Mrs. Hamon had gone in with a white face to explain things to Grannie.

She came back presently and said briefly to Gard, "She wants you," and he went in to the old lady.

"You did well, Stephen Gard," she chirped. "Stand by them, for they'll need it. He's a bad lot is Tom, and he'll make things uncomfortable when he comes here to live. When Nancy takes her third of what's left of the house, that'll be only two rooms, so you'll have to look out for another, and maybe you'll not find it easy to get one in Little Sark. If you take my advice you'll try Charles Guille at Clos Bourel, or Thomas Carré at the Plaisance Cottages by the Coupée, they're kindly folk both. I've told Nancy to get Philip Tanquerel of Val Creux to help her portion the lots, and it'll be no easy job, for Tom will choose the best and get all he can."
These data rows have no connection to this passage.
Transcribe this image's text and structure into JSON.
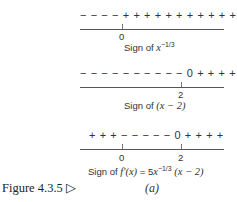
{
  "rows": [
    {
      "signs": "− − − −  + + + + + + + + + + +",
      "ticks": [
        {
          "label": "0",
          "x": 0
        }
      ],
      "caption_prefix": "Sign of ",
      "caption_var": "x",
      "caption_exp": "−1/3",
      "caption_rest": ""
    },
    {
      "signs": "− − − − − − − − − − 0 + + + +",
      "ticks": [
        {
          "label": "2",
          "x": 2
        }
      ],
      "caption_prefix": "Sign of ",
      "caption_math": "(x − 2)"
    },
    {
      "signs": "+ + +  − − − − − 0 + + + +",
      "ticks": [
        {
          "label": "0",
          "x": 0
        },
        {
          "label": "2",
          "x": 2
        }
      ],
      "caption_prefix": "Sign of ",
      "caption_f": "f′(x)",
      "caption_eq": " = 5",
      "caption_var": "x",
      "caption_exp": "−1/3",
      "caption_tail": " (x − 2)"
    }
  ],
  "figure": {
    "label": "Figure 4.3.5 ▷",
    "sublabel": "(a)"
  }
}
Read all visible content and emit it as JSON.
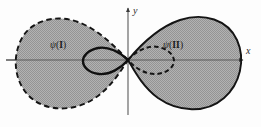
{
  "figure": {
    "name": "two-lobe-wavefunction-diagram",
    "background_color": "#fdfdfd",
    "fill_color": "#a9a9a9",
    "stroke_color": "#1a1a1a",
    "axis_color": "#555555",
    "width": 261,
    "height": 127
  },
  "axes": {
    "x_label": "x",
    "y_label": "y",
    "origin_x": 128,
    "origin_y": 60,
    "x_axis_start": 6,
    "x_axis_end": 243,
    "y_axis_top": 8,
    "y_axis_bottom": 115
  },
  "regions": [
    {
      "id": "left",
      "psi": "ψ",
      "open_paren": "(",
      "numeral": "I",
      "close_paren": ")",
      "outline_style": "dashed",
      "fill": "gray"
    },
    {
      "id": "right",
      "psi": "ψ",
      "open_paren": "(",
      "numeral": "II",
      "close_paren": ")",
      "outline_style": "solid",
      "fill": "gray"
    }
  ],
  "inner_loops": [
    {
      "id": "inner-left",
      "outline_style": "solid"
    },
    {
      "id": "inner-right",
      "outline_style": "dashed"
    }
  ]
}
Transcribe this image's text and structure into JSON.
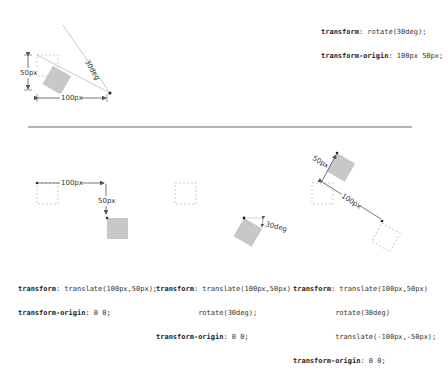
{
  "top": {
    "code": [
      {
        "prop": "transform",
        "value": " rotate(30deg);"
      },
      {
        "prop": "transform-origin",
        "value": " 100px 50px;"
      }
    ],
    "labels": {
      "height": "50px",
      "width": "100px",
      "angle": "30deg"
    }
  },
  "panels": [
    {
      "labels": {
        "x": "100px",
        "y": "50px"
      },
      "code": [
        {
          "prop": "transform",
          "value": " translate(100px,50px);"
        },
        {
          "prop": "",
          "value": ""
        },
        {
          "prop": "transform-origin",
          "value": " 0 0;"
        }
      ]
    },
    {
      "labels": {
        "angle": "30deg"
      },
      "code": [
        {
          "prop": "transform",
          "value": " translate(100px,50px)"
        },
        {
          "prop": "",
          "value": "          rotate(30deg);"
        },
        {
          "prop": "transform-origin",
          "value": " 0 0;"
        }
      ]
    },
    {
      "labels": {
        "y": "50px",
        "x": "100px"
      },
      "code": [
        {
          "prop": "transform",
          "value": " translate(100px,50px)"
        },
        {
          "prop": "",
          "value": "          rotate(30deg)"
        },
        {
          "prop": "",
          "value": "          translate(-100px,-50px);"
        },
        {
          "prop": "transform-origin",
          "value": " 0 0;"
        }
      ]
    }
  ],
  "colors": {
    "box": "#c8c8c8",
    "dashed": "#cccccc",
    "line": "#555555",
    "separator": "#666666"
  }
}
They were agreeably surprised to hear no more of Tom, but learned before long that, on the strength of his unexpected good fortune, he had gone over to Guernsey to pass, in ways that most appealed to him, the six weeks allowed by the law for the settlement of his father's affairs.

Within that six weeks Philip Tanquerel of Val Creux had, on Mrs. Hamon's behalf, to allot all old Tom's estate, house, fields, cattle, implements, furniture, into three as equal portions as he could contrive with his most careful balancing of pros and cons. For, with Solomon-like wisdom, Sark law entails upon the widow the apportionment of the three lots into which everything is divided, but allows the heir first choice of any two of them, the remaining lot becoming the widow's dower.

No light undertaking, therefore, the apportionment of those lots, or the widow may be left with only bedrooms to live in, and an ill proportion of grazing ground for her cattle and herself to live upon. For, be sure that when it comes to the picking of these lots, even the best of sons will pick the plums, and when such an one as Tom Hamon is in question it is as well to mingle the plums and the sloes with an exactitude of proportionment that will allow of no advantage either way.